With ESPN’s 10-part series “The Last Dance” chronicling the Chicago Bulls’ 1997-98 season launching Sunday night and over the next five weeks, talk about Michael Jordan is all the rage right now. However, pondering Jordan’s place in the NBA hierarchy is nothing new. He’s one of the best players ever, obviously. Most people feel he’s the greatest. The only modern player who even enters the conversation is LeBron James.
When people compare LeBron and Jordan, the different eras in which they play(ed) is always a focal point. The general old-school sentiment is that it was harder to score in Jordan’s era because the defense was more physical and the game was slower, but a common counter to that is the athletes are better these days and Jordan, who shot just 32.7 percent from 3 for his career, wouldn’t thrive quite as much in 3-point heavy league.
Kevin Durant says nonsense to that. Speaking with Jay Williams on the ESPN show “The Boardroom,” Durant was asked where he thought Jordan would fit into today’s NBA hierarchy.
“He can adapt his game to anything,” Durant said. “He would fit in as the best player in the league. That’s what he would be. He would have more possessions to do more things. More space for M.J. to go to work. We’ll never know, but for sure he’s a masterful basketball player, and like we’ve been saying his skill level is unmatched.”
You can watch Durant’s full interview below. The guy has such a smart basketball mind.
As to Durant’s claim that Jordan would slot as the best player in today’s game just as he did in the 90s, it’s hard to argue. You can’t take a player from one era and assume he would play the same in another era. If LeBron had to play in the 90s, he might have developed a dominant post game much sooner in his career and relied on it more heavily.
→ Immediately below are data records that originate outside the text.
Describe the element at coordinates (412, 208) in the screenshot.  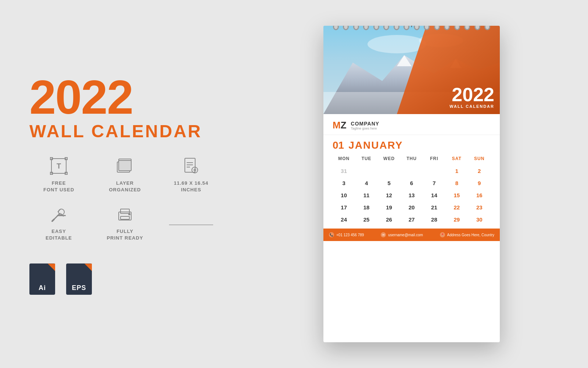
I see `day-20: 20` at that location.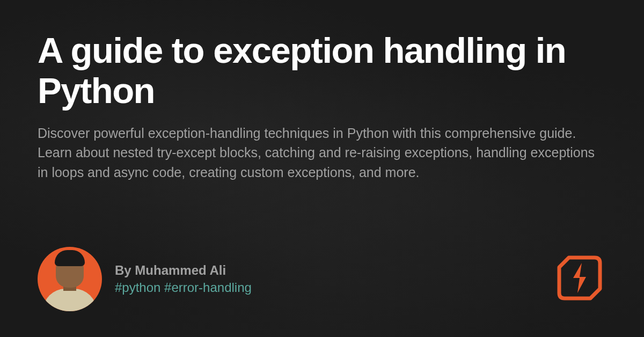 The height and width of the screenshot is (337, 644). I want to click on brand-logo-icon, so click(580, 279).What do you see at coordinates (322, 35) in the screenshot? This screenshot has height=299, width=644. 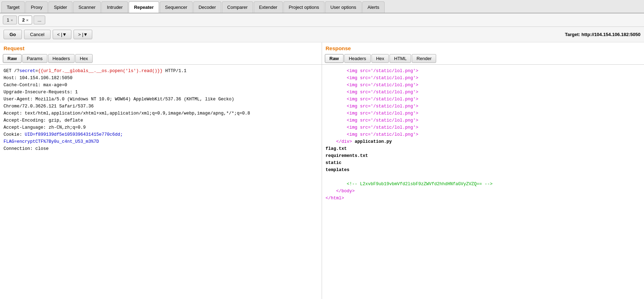 I see `toolbar: Go Cancel < |▼ > |▼ Target: http://104.1…` at bounding box center [322, 35].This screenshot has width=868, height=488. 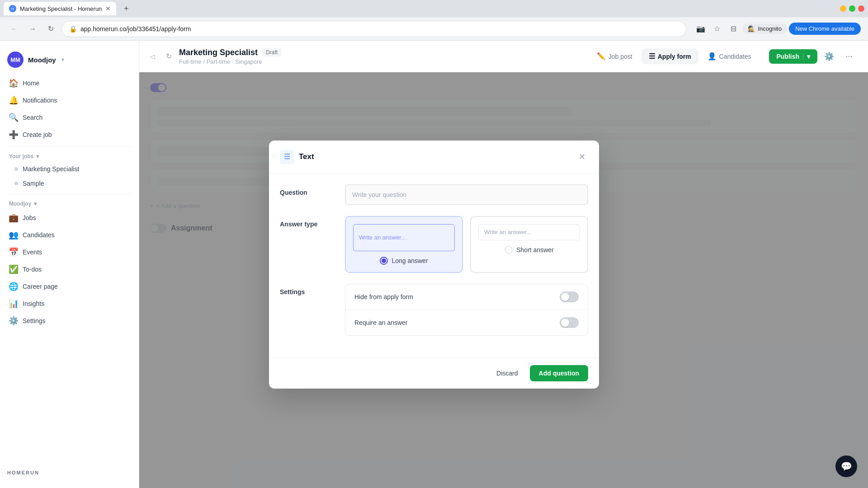 I want to click on events-icon: 📅, so click(x=14, y=252).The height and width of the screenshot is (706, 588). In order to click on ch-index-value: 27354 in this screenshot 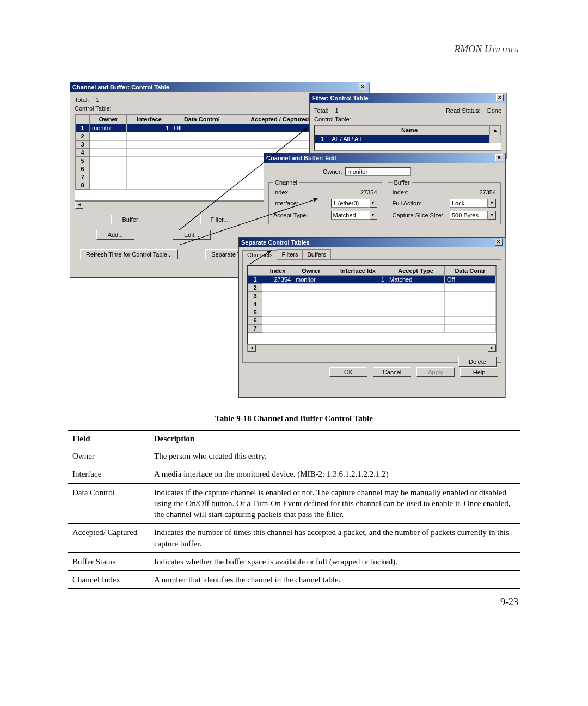, I will do `click(369, 192)`.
Similarly, Jordan would’ve had to become a better 3-point shooter, and you think one of the hardest-working, most competitive and driven athletes we’ve ever seen wouldn’t have done that? To Durant’s point, there isn’t a skill in the book that Jordan lacked. He just, perhaps, would’ve had to shift his focus a bit.
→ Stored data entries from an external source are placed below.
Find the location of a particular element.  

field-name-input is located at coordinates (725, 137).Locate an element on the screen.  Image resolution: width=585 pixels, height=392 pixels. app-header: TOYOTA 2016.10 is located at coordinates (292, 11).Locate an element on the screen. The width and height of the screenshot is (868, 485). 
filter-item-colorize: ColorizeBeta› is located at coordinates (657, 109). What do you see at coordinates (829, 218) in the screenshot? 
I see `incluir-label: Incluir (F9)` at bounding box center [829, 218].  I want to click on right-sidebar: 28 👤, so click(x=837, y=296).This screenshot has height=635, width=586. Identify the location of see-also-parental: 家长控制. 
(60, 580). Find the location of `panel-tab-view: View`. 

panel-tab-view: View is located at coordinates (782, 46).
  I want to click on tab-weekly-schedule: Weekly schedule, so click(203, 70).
Durant’s point about increased space and possessions of today’s game is also an astute one. Jordan was impossible to defend one-on-one, even with, for the most part, minimally dangerous 3-point shooters surrounding him. Nowadays, just about every player is a threat to make a 3, and as such, helping off of them is a more dicey proposition.
Also, the illegal defense rules have changed. Big men can’t just camp out in the paint to protect the rim. Space the floor, and Jordan would be coasting to the rim when compared against the paint punishment he had to endure in his day. And when defenders did challenge him, he would live at the free-throw line in the modern game. He’d be something close to James Harden with a far more versatile offensive repertoire, and that’s before you factor in Jordan’s world-class defense.
All the while, the increased pace of today’s game would not only accentuate Jordan’s athleticism, but it would simply give him more possessions to inflict all this damage — though his minutes per game might decrease under the more vigilant eye of today’s medical and performance specialists.
However you slice it, Jordan would obviously be an all-time great player in any era. Durant thinks he would be the best, back then or today, doesn’t matter. And again, it’s hard to argue with him.